THE LAY OF THE LANDThe Center for Land Use Interpretation Newsletter

 

Interpretation is an art, which combines many arts, whether the materials presented are scientific, historical, or architectural.

-Freeman Tilden

 

Immersed Towns Surface For Exhibit At CLUI Intentionally Submerged America Subject Of Program

Immersed Remains:
Towns Submerged In America
The Exhibit

Terminal Island

Terminal Island:
Touring The Edge Of America
Part 1
Part 2

Jane Wolff Delves Into The Delta:
CLUI Independent Interpreter Program Presents Her Work

Tour Of The Monuments Of The Great American Void:
A Bus-centered Circumnavigation Of The Great Salt Lake
Day 1
Day 2

Report From The Desert Research Station:
CLUI Outpost In The Mojave

Report From The Great Basin:
CLUI Wendover Interpretive R&D Continues

Playas, New Mexico:
A Modern Ghost-town Braces For The Future

Coal: Dig It Up, Move It, Burn It:
Wyoming’s Powder River Basin

Sublime Explosive Pastoral:
A Visit To Dupont On The Brandywine

There Is Something About Colorado Springs

Global Positioning Pivots Around Colorado Springs
And A Brief History Of American Space Time

Reflections On Chicago
Six Iconic Monuments Of The City

Unusual Real Estate Listing # 2465
Angel’s Ladies Brothel, Beatty, Nevada

Dutch Crater On Hold
Polder Bombing Suspended

CLUI Land Use Database Upgrades
New Interactive Mapping Goes Google

Newsletter Acknowledgements

Book Reviews

  Immersed Towns Surface for Exhibit at CLUI
Intentionally Submerged America Subject of Program

Part of the Immersed Remains exhibit at CLUI Los Angeles.
CLUI photo by Elon Schoenholz

Over the past century, hundreds of towns have been drowned in the nation, primarily for reservoir construction. Collectively, these lost places offer an alternate version of the history of America. An exhibit at CLUI Los Angeles from January 21 through March 27, 2005 explored the phenomenon of these intentionally submerged communities.

The exhibit was the result of three years of periodic research on the subject, conducted by CLUI researcher Angela Loughry, assisted by Carrie Lincourt, Mike Asbill, and Matthew Coolidge. Research included communicating with many local historic organizations, town offices, museums, municipalities, and archivists, as well as government agencies like the TVA, the Bureau of Reclamation, state parks departments, and the Army Corps of Engineers. Individuals from the Submerged Cultural Resources of the National Parks Service were helpful, though the majority of work conducted by this government entity focuses on Native American artifacts, lost to the likes of the waters of Lake Powell, or historic offshore shipwrecks. Similarly, obscure books with promising titles like 50 Dives in 50 States offered just a few pieces of this submerged history. No nationwide survey of the cultural resources these sacrificed towns represent seems to exist.

The methodology originally developed for the exhibit included presenting contemporary views of some of these underwater communities, if at all possible. An inventory of possible sites from across the country was assembled in a database. Diving shops and clubs in the vicinity of the townsites were contacted to determine if anybody had direct experience with the towns. Few did, and even fewer had any photographs. In areas that were more densely populated, like the northeast, reservoirs are often part of a municipal drinking water supply, and recreational use restrictions prevent divers from having easy access. Remarkably, one exception was found in the largest manmade body of water in New England, the Quabbin Reservoir. A biologist named Ed Klekowski from the University of Massachusetts had accompanied a state police Underwater Recovery Team on a rare exercise on Quabbin, and had taken video equipment explicitly to document the communities of the Swift River Valley that were lost when the Quabbin was built in the late 1930s.

Vivid video like this of other drowned towns proved illusive. Many of the towns were located along river valleys now so deep under water that no diver could easily visit, and no light would penetrate to those depths. Attempts to troll for deep remains were made by the CLUI using a submersible infrared camera, with an attached light source. In all cases the murky, silty water proved impenetrable, and the imagery unsatisfactory.

As the list narrowed down, visits were made to over a dozen reservoirs to capture images, follow up leads, meet with knowledgeable locals, and examine archives.

Over time, as patterns for the stories of the subjects emerged, and the types of documentation available stabilized, the final structure for the exhibit formed. Three curatorial threads would bind it together. The first would be a timeline following the settlement and development of the United States; the second would show a transformation of documentary forms (from intentional black and white photographic recordings, to video, to fresh digital pictures); and the third would evolve from the beginnings of disappearance, through total loss, to a rediscovery, a revisitation, and a reemergence.

Finally, six towns under six reservoirs were selected to portray this multifaceted phenomenon, through a variety of media. In each case, an image of downtown would show the community as it looked soon before the flood, and a map would show where the town was, and where, now, the water is.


The response must be made up of the lines in the entries below that contain "letter".

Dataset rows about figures

◆ ◆ ◆ ◆

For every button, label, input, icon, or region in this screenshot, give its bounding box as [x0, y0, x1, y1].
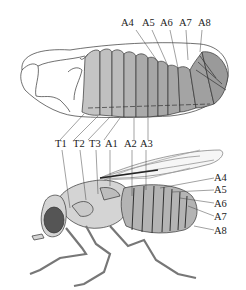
fly-label-a4: A4: [214, 173, 227, 184]
fly-drawing: [30, 150, 223, 286]
label-t3: T3: [89, 139, 101, 150]
diagram-drawing: [0, 0, 246, 290]
embryo-label-a5: A5: [142, 18, 155, 29]
fly-label-a6: A6: [214, 199, 227, 210]
fly-label-a7: A7: [214, 212, 227, 223]
label-a3: A3: [140, 139, 153, 150]
label-a2: A2: [124, 139, 137, 150]
embryo-label-a4: A4: [121, 18, 134, 29]
embryo-segments: [82, 49, 228, 117]
embryo-label-a8: A8: [198, 18, 211, 29]
label-t1: T1: [55, 139, 67, 150]
fly-label-a8: A8: [214, 226, 227, 237]
embryo-label-a6: A6: [160, 18, 173, 29]
label-t2: T2: [73, 139, 85, 150]
drosophila-segment-diagram: A4 A5 A6 A7 A8 T1 T2 T3 A1 A2 A3 A4 A5 A…: [0, 0, 246, 290]
label-a1: A1: [105, 139, 118, 150]
fly-label-a5: A5: [214, 185, 227, 196]
embryo-label-a7: A7: [179, 18, 192, 29]
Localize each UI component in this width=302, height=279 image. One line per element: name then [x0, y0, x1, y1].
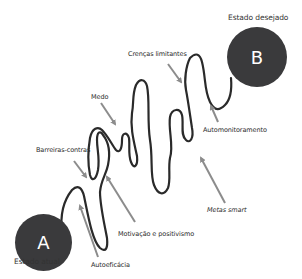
label-motivacao: Motivação e positivismo — [118, 230, 194, 238]
journey-diagram: A B Estado atual Estado desejado Crenças… — [0, 0, 302, 279]
end-state-label: Estado desejado — [228, 13, 288, 22]
arrow-metas — [201, 158, 225, 203]
label-automonitoramento: Automonitoramento — [203, 126, 267, 134]
end-state-circle: B — [227, 27, 287, 87]
label-crencas: Crenças limitantes — [128, 50, 187, 58]
arrow-crencas — [168, 64, 181, 82]
start-state-label: Estado atual — [14, 257, 60, 266]
arrow-autoeficacia — [80, 206, 98, 257]
label-barreiras: Barreiras-contras — [36, 146, 90, 154]
arrow-medo — [101, 103, 115, 124]
label-metas: Metas smart — [207, 206, 246, 214]
end-state-letter: B — [251, 47, 263, 68]
start-state-letter: A — [37, 232, 49, 253]
arrow-motivacao — [107, 177, 135, 222]
arrow-barreiras — [74, 161, 86, 177]
label-medo: Medo — [91, 93, 108, 101]
label-autoeficacia: Autoeficácia — [91, 261, 130, 269]
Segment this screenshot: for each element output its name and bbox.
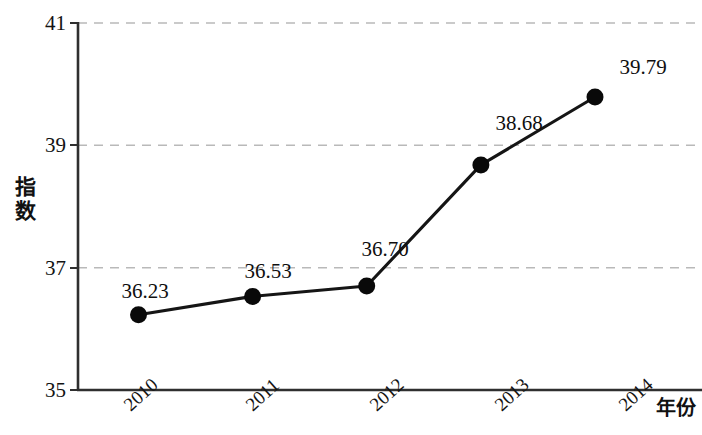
y-tick-label-35: 35	[22, 380, 66, 401]
y-axis-title-char-1: 指	[8, 176, 42, 200]
y-tick-label-37: 37	[22, 258, 66, 279]
data-point-2011	[244, 288, 261, 305]
y-axis-title: 指 数	[8, 176, 42, 223]
chart-plot-area	[0, 0, 702, 435]
y-tick-label-41: 41	[22, 13, 66, 34]
gridlines	[78, 23, 700, 268]
axis-spines	[77, 22, 702, 391]
data-label-2013: 38.68	[495, 113, 542, 134]
data-label-2014: 39.79	[619, 57, 666, 78]
data-point-2013	[472, 156, 489, 173]
data-label-2012: 36.70	[361, 239, 408, 260]
data-label-2010: 36.23	[121, 281, 168, 302]
y-tick-label-39: 39	[22, 135, 66, 156]
data-point-2010	[130, 306, 147, 323]
data-label-2011: 36.53	[244, 261, 291, 282]
line-chart-figure: 41 39 37 35 指 数 2010 2011 2012 2013 2014…	[0, 0, 702, 435]
data-point-2014	[587, 89, 604, 106]
y-axis-title-char-2: 数	[8, 200, 42, 224]
data-point-2012	[358, 278, 375, 295]
x-axis-title: 年份	[656, 398, 696, 418]
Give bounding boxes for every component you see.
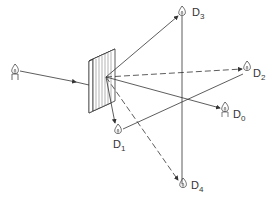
svg-text:D1: D1 bbox=[113, 138, 126, 153]
svg-text:D0: D0 bbox=[233, 108, 246, 123]
diffracted-rays bbox=[106, 16, 242, 180]
detector-d4: D4 bbox=[180, 178, 204, 194]
detector-d3: D3 bbox=[179, 6, 205, 21]
incident-beam-continue bbox=[76, 82, 89, 85]
detector-d2: D2 bbox=[244, 61, 266, 82]
diagram-canvas: D3 D2 D0 D1 D4 bbox=[0, 0, 277, 201]
svg-text:D3: D3 bbox=[192, 6, 205, 21]
source-candle-icon bbox=[12, 64, 19, 80]
incident-beam bbox=[20, 71, 76, 82]
svg-text:D4: D4 bbox=[191, 179, 204, 194]
detector-d0: D0 bbox=[222, 102, 246, 123]
svg-text:D2: D2 bbox=[253, 67, 266, 82]
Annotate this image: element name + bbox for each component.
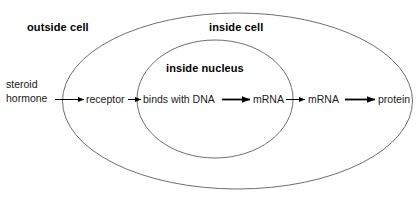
node-steroid-hormone-line1: steroid: [6, 77, 47, 91]
node-steroid-hormone-line2: hormone: [6, 91, 47, 105]
label-outside-cell: outside cell: [27, 21, 89, 33]
node-receptor: receptor: [86, 93, 125, 106]
node-mrna-nucleus: mRNA: [253, 93, 284, 106]
steroid-hormone-pathway-diagram: outside cell inside cell inside nucleus …: [0, 0, 417, 198]
node-protein: protein: [378, 93, 410, 106]
label-inside-cell: inside cell: [209, 21, 263, 33]
node-mrna-cytoplasm: mRNA: [308, 93, 339, 106]
node-binds-with-dna: binds with DNA: [143, 93, 215, 106]
label-inside-nucleus: inside nucleus: [166, 62, 244, 74]
node-steroid-hormone: steroid hormone: [6, 77, 47, 105]
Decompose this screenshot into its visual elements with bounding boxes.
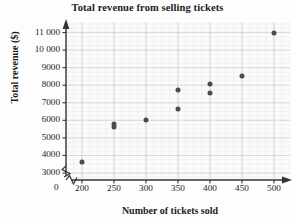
x-tick-label: 300 [131,183,161,193]
x-tick-label: 450 [227,183,257,193]
x-tick-label: 350 [163,183,193,193]
x-tick-label: 400 [195,183,225,193]
x-tick-label: 500 [259,183,289,193]
x-tick-label: 200 [67,183,97,193]
origin-label: 0 [54,182,59,192]
x-axis-tick-labels: 200250300350400450500 [0,0,295,223]
x-tick-label: 250 [99,183,129,193]
chart-figure: Total revenue from selling tickets Total… [0,0,295,223]
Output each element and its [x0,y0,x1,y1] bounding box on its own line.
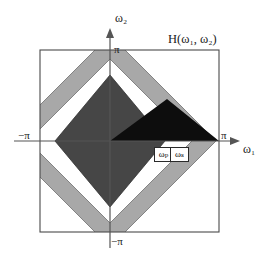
frequency-plane-plot [0,0,271,274]
frequency-response-figure: H(ω₁, ω₂) ω₂ ω₁ π −π −π π ωₚ ωₛ [0,0,271,274]
y-axis-tick-neg-pi: −π [111,236,123,247]
y-axis-tick-pi: π [114,44,120,55]
x-axis-tick-neg-pi: −π [18,130,30,141]
x-axis-label: ω₁ [243,143,255,155]
y-axis-label: ω₂ [115,12,127,24]
figure-title: H(ω₁, ω₂) [168,33,217,46]
stopband-cutoff-label: ωₛ [170,147,189,162]
x-axis-tick-pi: π [221,130,227,141]
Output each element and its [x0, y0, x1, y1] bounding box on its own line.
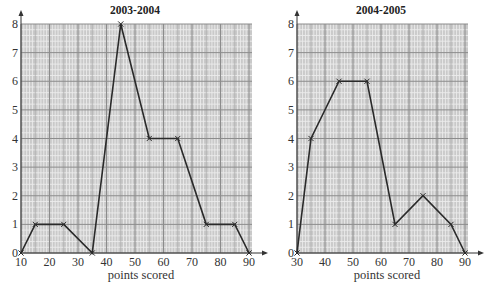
x-axis-label: points scored [108, 268, 175, 282]
y-tick-label: 7 [12, 46, 18, 60]
x-tick-label: 80 [215, 255, 227, 269]
x-tick-label: 80 [431, 255, 443, 269]
x-tick-label: 70 [186, 255, 198, 269]
chart-0-2003-2004: 2003-2004012345678102030405060708090poin… [12, 4, 268, 282]
y-tick-label: 6 [12, 74, 18, 88]
x-tick-label: 60 [375, 255, 387, 269]
y-tick-label: 8 [288, 17, 294, 31]
x-axis-arrow-icon [478, 251, 484, 256]
chart-title: 2003-2004 [110, 4, 160, 16]
y-axis-arrow-icon [295, 10, 300, 16]
x-axis-arrow-icon [262, 251, 268, 256]
y-tick-label: 4 [12, 132, 18, 146]
x-tick-label: 30 [291, 255, 303, 269]
x-tick-label: 20 [44, 255, 56, 269]
y-tick-label: 2 [288, 189, 294, 203]
x-tick-label: 90 [243, 255, 255, 269]
y-tick-label: 7 [288, 46, 294, 60]
y-tick-label: 6 [288, 74, 294, 88]
x-axis-label: points scored [354, 268, 421, 282]
chart-title: 2004-2005 [356, 4, 406, 16]
x-tick-label: 60 [158, 255, 170, 269]
y-tick-label: 1 [288, 217, 294, 231]
x-tick-label: 50 [347, 255, 359, 269]
y-tick-label: 3 [288, 160, 294, 174]
x-tick-label: 40 [101, 255, 113, 269]
x-tick-label: 90 [459, 255, 471, 269]
x-tick-label: 30 [72, 255, 84, 269]
y-tick-label: 3 [12, 160, 18, 174]
x-tick-label: 50 [129, 255, 141, 269]
y-tick-label: 5 [288, 103, 294, 117]
x-tick-label: 10 [15, 255, 27, 269]
y-tick-label: 1 [12, 217, 18, 231]
y-tick-label: 5 [12, 103, 18, 117]
y-tick-label: 2 [12, 189, 18, 203]
x-tick-label: 40 [319, 255, 331, 269]
y-tick-label: 4 [288, 132, 294, 146]
frequency-polygon-figure: 2003-2004012345678102030405060708090poin… [0, 0, 484, 283]
x-tick-label: 70 [403, 255, 415, 269]
chart-1-2004-2005: 2004-200501234567830405060708090points s… [288, 4, 484, 282]
y-axis-arrow-icon [19, 10, 24, 16]
y-tick-label: 8 [12, 17, 18, 31]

◆ ◆ ◆ ◆

Task response
end-state-letter: B — [251, 47, 263, 68]
start-state-letter: A — [37, 232, 49, 253]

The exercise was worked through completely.